Ethan Froelich, Writer

Biola’s Tijuana Ministry works alongside the orphanage Niños de la Promesa, “Children
of Promise,” located just just outside the city. The location is home to more than 70 children. | Photo courtesy of Tyler Soria

It is 6:45 on a Saturday morning May 7. While the bulk of Biola students sleep soundly, 15 to 20 students groggily make their way to Sutherland parking lot for the 3-hour trek to Tijuana, Mexico. Students ride to the border in volunteers’ cars and from there, they catch local transportation from the borderline to the orphanage on the outskirts of Tijuana.

Biolans travel to Tijuana

The drive to the border is a slow transition from affluence to poverty. Once outside La Mirada, the cars pass by wealthy beach cities and slowly descend south towards the border. The cities slowly become seedier, more run-down –– then, you cross the border into Tijuana. Mazes of streets take them along the road that nearly scrapes the border wall. With one wrong turn, they could be lost in Tijuana, home to 1.5 million and vicious territorial drug wars. This is what a few brave Biola students sign up for every other Saturday morning.

Freshman Tyler Soria, the Tijuana Ministry logistics leader, said the reason Biola students go is to demonstrate the love of Christ to Tijuana and the children of Niños de la Promesa, “Children of Promise,” an orphanage just outside the city. It is home to approximately 70 children of ages ranging from three to 14. Niños de la Promesa is a Christian orphanage run by an American couple, Connie and Tyler Youngkin, that admits anyone the government brings them, or that the Youngkins find themselves. The orphanage is supported from within the U.S. by Children of Promise International and Strong Tower Ministries.

Team able to provide gifts for every child

Last year during Christmas, the TJ ministry took on the daunting task of providing gifts for every child at the orphanage. After knocking on many doors in many dorms to ask for help with the goal, the ministry was able to see every child open their own personal gift. Students also brought toothbrushes and toothpaste to the children during the semester and were able to paint the children’s bedrooms.


“Yet the biggest way the students help is by the love that we are able to show the children by playing with them and showing them attention,” Soria said. “This is something they don’t always get and when you see the smiles that light up their faces when you just smile, say hello or give them piggy-back rides, it’s apparent that they love the attention.”

Junior Lacey Moe frequents the orphanage with the Tijuana Ministry. “What I love the most about going is just playing with the kids,” Moe said.

Moe recounts her favorite memories of the ministry: tie-dyeing and watching Santiago, one of her best friends at the orphanage, ride his bike.

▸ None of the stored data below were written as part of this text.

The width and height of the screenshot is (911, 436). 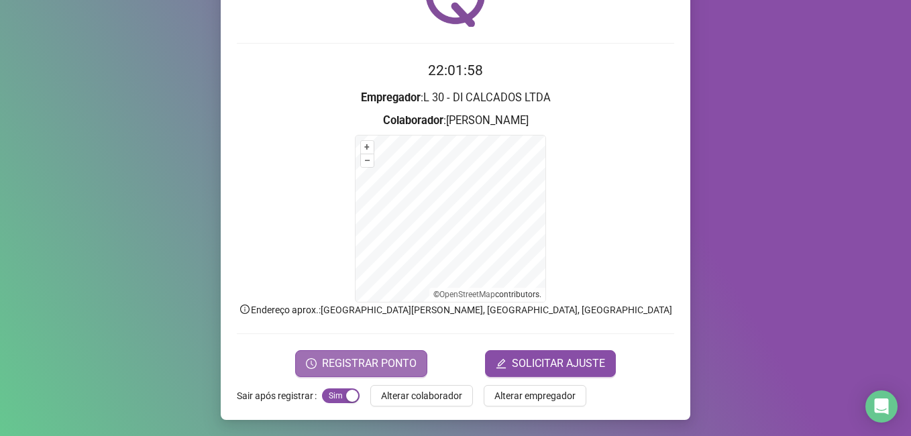 I want to click on button: Alterar empregador, so click(x=535, y=396).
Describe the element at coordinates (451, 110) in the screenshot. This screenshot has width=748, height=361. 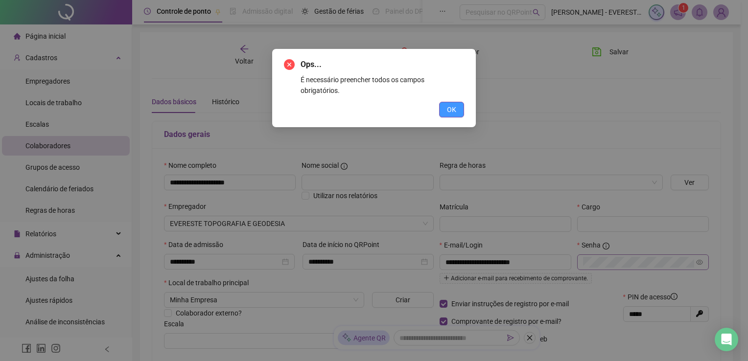
I see `span: OK` at that location.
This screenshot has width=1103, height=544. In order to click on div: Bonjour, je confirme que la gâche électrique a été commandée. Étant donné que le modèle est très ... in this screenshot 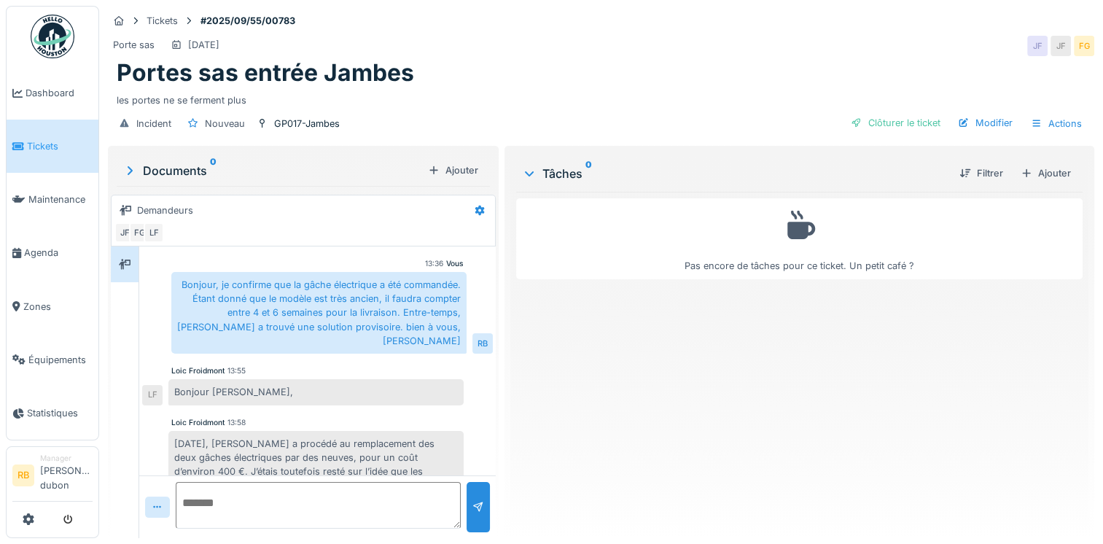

Violence and drugs challenge orphanage

A constant challenge for the orphanage is the number of children who choose to leave and cannot come back. Moe said the public schools the children attend play a large part in convincing them to leave the orphanage.

“Once they see the relative freedom other children have compared to them, they want to leave the safety and comfort of the orphanage’s beachfront walls and make their own rules,” Moe said.

Children who leave the orphanage are told that once they leave, they can never come back. This policy serves as a way of making sure that the Youngkin’s orphanage does not become merely a place where kids come for food and housing and then leave. Most of the kids who leave are thrown back into the whirlwind of violence and drug-related crime that plagues the city.

More student help needed

“The biggest challenge we face as a ministry is that we don’t have a large amount of student involvement,” Soria said.

He recognizes that college students find it hard to factor ministry into their schedules and give up an entire Saturday. Yet, in order to run successfully, the ministry needs more support from students, both through donations of simple goods –– like toilet paper, toothpaste and toothbrushes –– and also through students committing to visit the orphanage and interact with the kids.

If the border line is not long, the students will return from their journey and arrive back in La Mirada around 7 p.m. The last time they visited was on Saturday, May 7. The exhausted students realized that they have visited the orphanage for the last time this semester. The ministry will start up again in August, after summer break. Before that happens, Soria and the ministry leaders hope a few things will happen.

“Hopefully more students will get involved, and be able to be a part of the ministry, which really helps students grow and learn how to serve others,” Soria said.